The Miami Herald
February 9, 2001

U.S. duo accuses Cuba of ID theft

Castro spies used profiles, court told

 BY ALFONSO CHARDY

 The Cuban government stole the identities of two South Florida men -- a truck
 driver and a valet -- and used them to provide false documents for two Cubans
 now on trial as spies, according to court testimony Thursday.

 Osvaldo Reyna, a truck driver from Broward, and Daniel Cabrera, a condominium
 valet from West Palm Beach, told jurors their U.S. passports and driver licenses
 were duplicated and copies assigned to defendants Fernando González and
 Gerardo Hernández. The duplication, Reyna and Cabrera testified, occurred after
 they submitted their original documents to the Cuban government to obtain visas
 to visit Cuba.

 While federal investigators had previously acknowledged that some of the
 accused Cuban spies on trial used altered or fake documents, it was the first time
 the government documented how Havana may have procured those papers.
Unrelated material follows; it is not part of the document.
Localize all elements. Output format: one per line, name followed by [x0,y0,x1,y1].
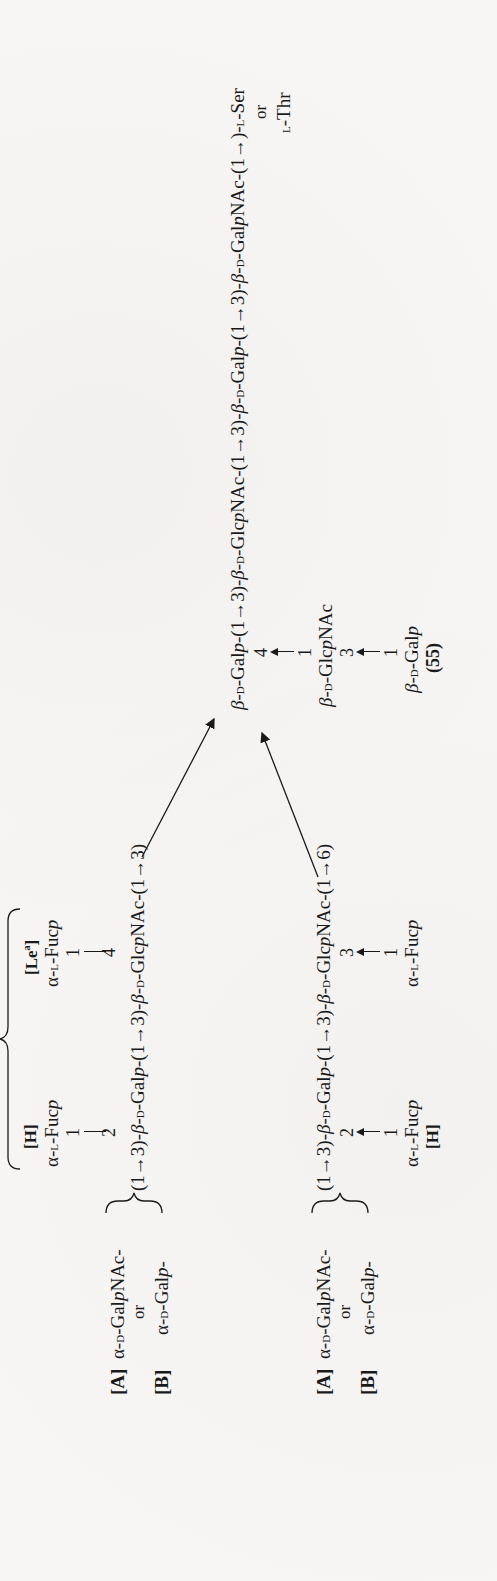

 According to testimony, the method was simple: copying legitimate documents.
 What neither prosecution witnesses Reyna and Cabrera nor the prosecutors
 explained was how Cuba managed to copy the documents so precisely.

 SIMILAR APPEARANCE

 The duplicated documents, shown in court, looked like the originals except that
 the pictures of Reyna and Cabrera had been replaced by those of González and
 Hernández.

 Hernández is considered the lead defendant in the trial. He is accused of being
 the ringleader among a group of secret agents ostensibly assigned to infiltrate
 U.S. military installations and Cuban exile organizations.

 He is also specifically charged with conspiring to help ``bring about the murders''
 of four people who died Feb. 24, 1996, when Cuban MiGs shot down two Brothers
 to the Rescue aircraft in the Florida Straits.

 González is charged with being an unregistered foreign agent, one of five Cubans
 allegedly sent to South Florida in the 1990s.

 Attorneys for the defendants do not dispute that their clients worked for the Cuban
 government. Their defense is that their clients kept an eye on exiles plotting
 ``terrorist'' attacks against Cuba.

 But government prosecutors have said the accused spies had fake documents to
 harm U.S. national security.

 Reyna, 40, said that in the mid-1990s he supplied his U.S. passport and Florida
 driver license to a travel agency in Miami to secure a Cuban visa to visit his family
 for the first time since leaving the island in 1980.

 After Cuba approved his visa, Reyna said, his documents were returned in an
 envelope bearing the name and address of the Cuban Interests Section in
 Washington.

 Reyna said that on arrival in Havana, a Cuban official awaited him to obtain
 additional information.

 ``He asked me for all the addresses where I had ever lived in the United States,''
 Reyna testified. ``He also wanted all telephone numbers, ZIP Codes and names of
 family members.''

 FAKE STAMPS ENTERED

 The duplicated passport contained arrival and departure stamps from Spain,
 Jamaica and Venezuela -- countries Reyna said he had never visited.

 Cabrera, 39, told a somewhat similar story except that his duplicated passport
 was not signed.

 In cross-examination, Paul McKenna -- Hernández's lawyer -- got Cabrera to
 acknowledge he had no direct knowledge that Hernández had used the
 documents.

 ``I mean, it wasn't even signed,'' McKena said, referring to the passport that also
 bore stamps from countries Cabrera said he had never visited.

 ``No, sir,'' Cabrera said. ``No signature on it.''

 In other trial developments, McKenna complained to Judge Joan Lenard that
 Brothers to the Rescue leader José Basulto, a potential witness, has violated
 court orders not to talk to reporters because he gave a news conference
 Wednesday.

 Basulto, reached by phone, said his news conference was not related to the trial.
 He said it was to announce plans to drop leaflets Feb. 24 over the Florida Straits
 to mark the anniversary of the 1996 shootdown.